45.
meanwhile the Carthaginian had now fully manned the walls with armed men, and he had a great number of missiles ready at hand out of his immense reserves.
[2]
but neither men nor missiles nor anything else defended the walls so much as the walls were their own defence. for few ladders could reach to their height, and the higher these were the weaker.
[3]
and so since the highest man could not climb over, but nevertheless others kept coming up, the ladders were breaking by the mere weight. some men, although the ladders stood, owing to the dizziness produced by the height fell to the ground.
[4]
and while everywhere men and ladders were dropping, [p. 175]and the enemies' boldness and zest were increasing1 just because of their success, the signal for the recall was given.2
[5]
this gave the besieged not only the hope of present respite from such conflict and effort, but also confidence for the future that the city could not be taken by ladders and encirclement; that siege —works were difficult and would also give time for their generals to bring aid.
hardly had the first uproar been stilled when Scipio orders the ladders to be taken from men now weary and wounded, by others who were fresh and uninjured, and that an attack in greater force should be made upon the city.
[6]
as for himself, having been informed by fishermen of Tarraco3 who had crossed the lagoon everywhere, now in light vessels, now, when
[7??]
these would go aground, through shallow water, that an easy crossing on foot up to the wall was possible, Scipio, when word was brought to him that the tide was ebbing,4 led five hundred armed men with him to the place.
[8]
it was about the middle of the day,5 and in addition to the draining away of the water of itself as the tide ebbed seaward, a fierce north wind also had sprung up and was carrying the receding lagoon in the same direction as the tide, and had so laid bare the shoals that in one place the water was up to the navel only, in another scarcely reached beyond the knees.
[9]
what he had ascertained by painstaking and calculation, Scipio represented as a miracle and an act of the gods, who for the passage of the Romans were diverting the sea, he said, and draining lakes and opening up ways never before trodden by man's foot. and he bade them to follow Neptune as their guide on the march, and to make their way straight across the lagoon to the walls. [p. 177]
This work is licensed under a
Creative Commons Attribution-ShareAlike 3.0 United States License.
An XML version of this text is available for download, with the additional restriction that you offer Perseus any modifications you make. Perseus provides credit for all accepted changes, storing new additions in a versioning system.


Reproduce every record below exactly as written, but leave out any pictures.

* _Data records_:
☆ ☆ ☆
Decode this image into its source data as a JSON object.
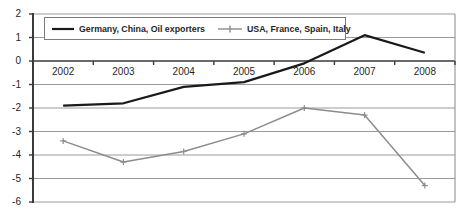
{
  "chart_data": {
    "type": "line",
    "title": "",
    "categories": [
      "2002",
      "2003",
      "2004",
      "2005",
      "2006",
      "2007",
      "2008"
    ],
    "series": [
      {
        "name": "Germany, China, Oil exporters",
        "color": "#1a1a1a",
        "marker": "none",
        "values": [
          -1.9,
          -1.8,
          -1.1,
          -0.9,
          -0.1,
          1.1,
          0.35
        ]
      },
      {
        "name": "USA, France, Spain, Italy",
        "color": "#8c8c8c",
        "marker": "plus",
        "values": [
          -3.4,
          -4.3,
          -3.85,
          -3.1,
          -2.0,
          -2.3,
          -5.3
        ]
      }
    ],
    "y_ticks": [
      2,
      1,
      0,
      -1,
      -2,
      -3,
      -4,
      -5,
      -6
    ],
    "ylim": [
      -6,
      2
    ],
    "grid": true,
    "legend_position": "top",
    "xlabel": "",
    "ylabel": ""
  },
  "colors": {
    "gridline": "#9a9a9a",
    "axis": "#3a3a3a",
    "background": "#ffffff",
    "legend_border": "#7d7d7d",
    "label_text": "#1f1f1f"
  }
}
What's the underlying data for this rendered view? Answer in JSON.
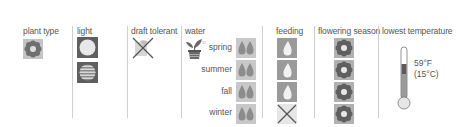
{
  "columns": {
    "plant_type": {
      "label": "plant type",
      "icon": "flower-icon"
    },
    "light": {
      "label": "light",
      "icons": [
        "full-sun-icon",
        "partial-shade-icon"
      ]
    },
    "draft_tolerant": {
      "label": "draft tolerant",
      "icon": "not-draft-tolerant-icon"
    },
    "water": {
      "label": "water",
      "icon": "potted-plant-icon",
      "rows": [
        {
          "season": "spring",
          "level": "two-drops"
        },
        {
          "season": "summer",
          "level": "two-drops"
        },
        {
          "season": "fall",
          "level": "two-drops"
        },
        {
          "season": "winter",
          "level": "two-drops"
        }
      ]
    },
    "feeding": {
      "label": "feeding",
      "rows": [
        {
          "season": "spring",
          "value": "feed"
        },
        {
          "season": "summer",
          "value": "feed"
        },
        {
          "season": "fall",
          "value": "feed"
        },
        {
          "season": "winter",
          "value": "none"
        }
      ]
    },
    "flowering_season": {
      "label": "flowering season",
      "rows": [
        {
          "season": "spring",
          "value": "flowers"
        },
        {
          "season": "summer",
          "value": "flowers"
        },
        {
          "season": "fall",
          "value": "flowers"
        },
        {
          "season": "winter",
          "value": "flowers"
        }
      ]
    },
    "lowest_temperature": {
      "label": "lowest temperature",
      "fahrenheit": "59°F",
      "celsius": "(15°C)"
    }
  },
  "colors": {
    "icon_bg": "#b5b5b5",
    "icon_dark": "#6f6f6f",
    "drop_fill": "#909090",
    "divider": "#cfcfcf",
    "text": "#555555"
  }
}
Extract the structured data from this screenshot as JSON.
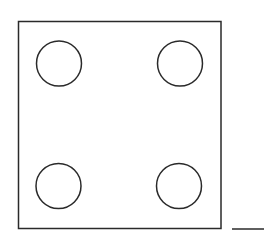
{
  "diagram": {
    "stroke_color": "#2a2a2a",
    "background": "#ffffff",
    "square": {
      "x": 18.5,
      "y": 21.5,
      "width": 202.5,
      "height": 207
    },
    "circles": [
      {
        "position": "top-left",
        "cx": 59,
        "cy": 63.5,
        "r": 22.5
      },
      {
        "position": "top-right",
        "cx": 180,
        "cy": 63.5,
        "r": 22.5
      },
      {
        "position": "bottom-left",
        "cx": 58.5,
        "cy": 186,
        "r": 22.5
      },
      {
        "position": "bottom-right",
        "cx": 179,
        "cy": 186,
        "r": 22.5
      }
    ],
    "baseline": {
      "x1": 232,
      "y1": 229,
      "x2": 264,
      "y2": 229
    }
  }
}
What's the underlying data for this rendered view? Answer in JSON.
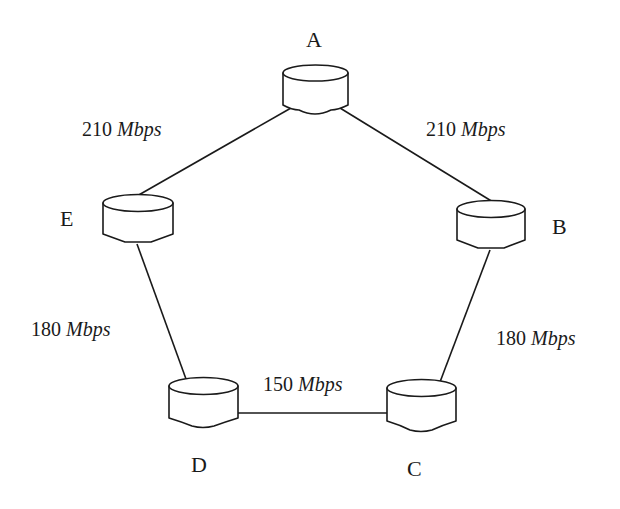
{
  "diagram": {
    "type": "network-topology",
    "nodes": [
      {
        "id": "A",
        "label": "A",
        "x": 315,
        "y": 65,
        "w": 65,
        "label_x": 315,
        "label_y": 46
      },
      {
        "id": "B",
        "label": "B",
        "x": 491,
        "y": 201,
        "w": 68,
        "label_x": 560,
        "label_y": 234
      },
      {
        "id": "C",
        "label": "C",
        "x": 421,
        "y": 380,
        "w": 69,
        "label_x": 415,
        "label_y": 476
      },
      {
        "id": "D",
        "label": "D",
        "x": 203,
        "y": 378,
        "w": 69,
        "label_x": 200,
        "label_y": 472
      },
      {
        "id": "E",
        "label": "E",
        "x": 138,
        "y": 195,
        "w": 70,
        "label_x": 68,
        "label_y": 226
      }
    ],
    "links": [
      {
        "from": "A",
        "to": "E",
        "bandwidth": "210",
        "unit": "Mbps",
        "label_x": 80,
        "label_y": 136
      },
      {
        "from": "A",
        "to": "B",
        "bandwidth": "210",
        "unit": "Mbps",
        "label_x": 425,
        "label_y": 136
      },
      {
        "from": "E",
        "to": "D",
        "bandwidth": "180",
        "unit": "Mbps",
        "label_x": 30,
        "label_y": 336
      },
      {
        "from": "B",
        "to": "C",
        "bandwidth": "180",
        "unit": "Mbps",
        "label_x": 495,
        "label_y": 345
      },
      {
        "from": "D",
        "to": "C",
        "bandwidth": "150",
        "unit": "Mbps",
        "label_x": 262,
        "label_y": 391
      }
    ]
  },
  "labels": {
    "node_a": "A",
    "node_b": "B",
    "node_c": "C",
    "node_d": "D",
    "node_e": "E",
    "link_ae_bw": "210",
    "link_ab_bw": "210",
    "link_ed_bw": "180",
    "link_bc_bw": "180",
    "link_dc_bw": "150",
    "unit": "Mbps"
  },
  "colors": {
    "stroke": "#1a1a1a",
    "background": "#ffffff"
  }
}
☆ ☆ ☆
* _Task solution_:
Decode this image into its source data as a JSON object.
{
  "chart_data": {
    "type": "line",
    "title": "",
    "categories": [
      "2002",
      "2003",
      "2004",
      "2005",
      "2006",
      "2007",
      "2008"
    ],
    "series": [
      {
        "name": "Germany, China, Oil exporters",
        "color": "#1a1a1a",
        "marker": "none",
        "values": [
          -1.9,
          -1.8,
          -1.1,
          -0.9,
          -0.1,
          1.1,
          0.35
        ]
      },
      {
        "name": "USA, France, Spain, Italy",
        "color": "#8c8c8c",
        "marker": "plus",
        "values": [
          -3.4,
          -4.3,
          -3.85,
          -3.1,
          -2.0,
          -2.3,
          -5.3
        ]
      }
    ],
    "y_ticks": [
      2,
      1,
      0,
      -1,
      -2,
      -3,
      -4,
      -5,
      -6
    ],
    "ylim": [
      -6,
      2
    ],
    "grid": true,
    "legend_position": "top",
    "xlabel": "",
    "ylabel": ""
  },
  "colors": {
    "gridline": "#9a9a9a",
    "axis": "#3a3a3a",
    "background": "#ffffff",
    "legend_border": "#7d7d7d",
    "label_text": "#1f1f1f"
  }
}
What's the underlying data for this rendered view? Answer in JSON.
{
  "columns": {
    "plant_type": {
      "label": "plant type",
      "icon": "flower-icon"
    },
    "light": {
      "label": "light",
      "icons": [
        "full-sun-icon",
        "partial-shade-icon"
      ]
    },
    "draft_tolerant": {
      "label": "draft tolerant",
      "icon": "not-draft-tolerant-icon"
    },
    "water": {
      "label": "water",
      "icon": "potted-plant-icon",
      "rows": [
        {
          "season": "spring",
          "level": "two-drops"
        },
        {
          "season": "summer",
          "level": "two-drops"
        },
        {
          "season": "fall",
          "level": "two-drops"
        },
        {
          "season": "winter",
          "level": "two-drops"
        }
      ]
    },
    "feeding": {
      "label": "feeding",
      "rows": [
        {
          "season": "spring",
          "value": "feed"
        },
        {
          "season": "summer",
          "value": "feed"
        },
        {
          "season": "fall",
          "value": "feed"
        },
        {
          "season": "winter",
          "value": "none"
        }
      ]
    },
    "flowering_season": {
      "label": "flowering season",
      "rows": [
        {
          "season": "spring",
          "value": "flowers"
        },
        {
          "season": "summer",
          "value": "flowers"
        },
        {
          "season": "fall",
          "value": "flowers"
        },
        {
          "season": "winter",
          "value": "flowers"
        }
      ]
    },
    "lowest_temperature": {
      "label": "lowest temperature",
      "fahrenheit": "59°F",
      "celsius": "(15°C)"
    }
  },
  "colors": {
    "icon_bg": "#b5b5b5",
    "icon_dark": "#6f6f6f",
    "drop_fill": "#909090",
    "divider": "#cfcfcf",
    "text": "#555555"
  }
}
Extract the structured data from this screenshot as JSON.
{
  "diagram": {
    "stroke_color": "#2a2a2a",
    "background": "#ffffff",
    "square": {
      "x": 18.5,
      "y": 21.5,
      "width": 202.5,
      "height": 207
    },
    "circles": [
      {
        "position": "top-left",
        "cx": 59,
        "cy": 63.5,
        "r": 22.5
      },
      {
        "position": "top-right",
        "cx": 180,
        "cy": 63.5,
        "r": 22.5
      },
      {
        "position": "bottom-left",
        "cx": 58.5,
        "cy": 186,
        "r": 22.5
      },
      {
        "position": "bottom-right",
        "cx": 179,
        "cy": 186,
        "r": 22.5
      }
    ],
    "baseline": {
      "x1": 232,
      "y1": 229,
      "x2": 264,
      "y2": 229
    }
  }
}
What's the underlying data for this rendered view? Answer in JSON.
{
  "diagram": {
    "type": "network-topology",
    "nodes": [
      {
        "id": "A",
        "label": "A",
        "x": 315,
        "y": 65,
        "w": 65,
        "label_x": 315,
        "label_y": 46
      },
      {
        "id": "B",
        "label": "B",
        "x": 491,
        "y": 201,
        "w": 68,
        "label_x": 560,
        "label_y": 234
      },
      {
        "id": "C",
        "label": "C",
        "x": 421,
        "y": 380,
        "w": 69,
        "label_x": 415,
        "label_y": 476
      },
      {
        "id": "D",
        "label": "D",
        "x": 203,
        "y": 378,
        "w": 69,
        "label_x": 200,
        "label_y": 472
      },
      {
        "id": "E",
        "label": "E",
        "x": 138,
        "y": 195,
        "w": 70,
        "label_x": 68,
        "label_y": 226
      }
    ],
    "links": [
      {
        "from": "A",
        "to": "E",
        "bandwidth": "210",
        "unit": "Mbps",
        "label_x": 80,
        "label_y": 136
      },
      {
        "from": "A",
        "to": "B",
        "bandwidth": "210",
        "unit": "Mbps",
        "label_x": 425,
        "label_y": 136
      },
      {
        "from": "E",
        "to": "D",
        "bandwidth": "180",
        "unit": "Mbps",
        "label_x": 30,
        "label_y": 336
      },
      {
        "from": "B",
        "to": "C",
        "bandwidth": "180",
        "unit": "Mbps",
        "label_x": 495,
        "label_y": 345
      },
      {
        "from": "D",
        "to": "C",
        "bandwidth": "150",
        "unit": "Mbps",
        "label_x": 262,
        "label_y": 391
      }
    ]
  },
  "labels": {
    "node_a": "A",
    "node_b": "B",
    "node_c": "C",
    "node_d": "D",
    "node_e": "E",
    "link_ae_bw": "210",
    "link_ab_bw": "210",
    "link_ed_bw": "180",
    "link_bc_bw": "180",
    "link_dc_bw": "150",
    "unit": "Mbps"
  },
  "colors": {
    "stroke": "#1a1a1a",
    "background": "#ffffff"
  }
}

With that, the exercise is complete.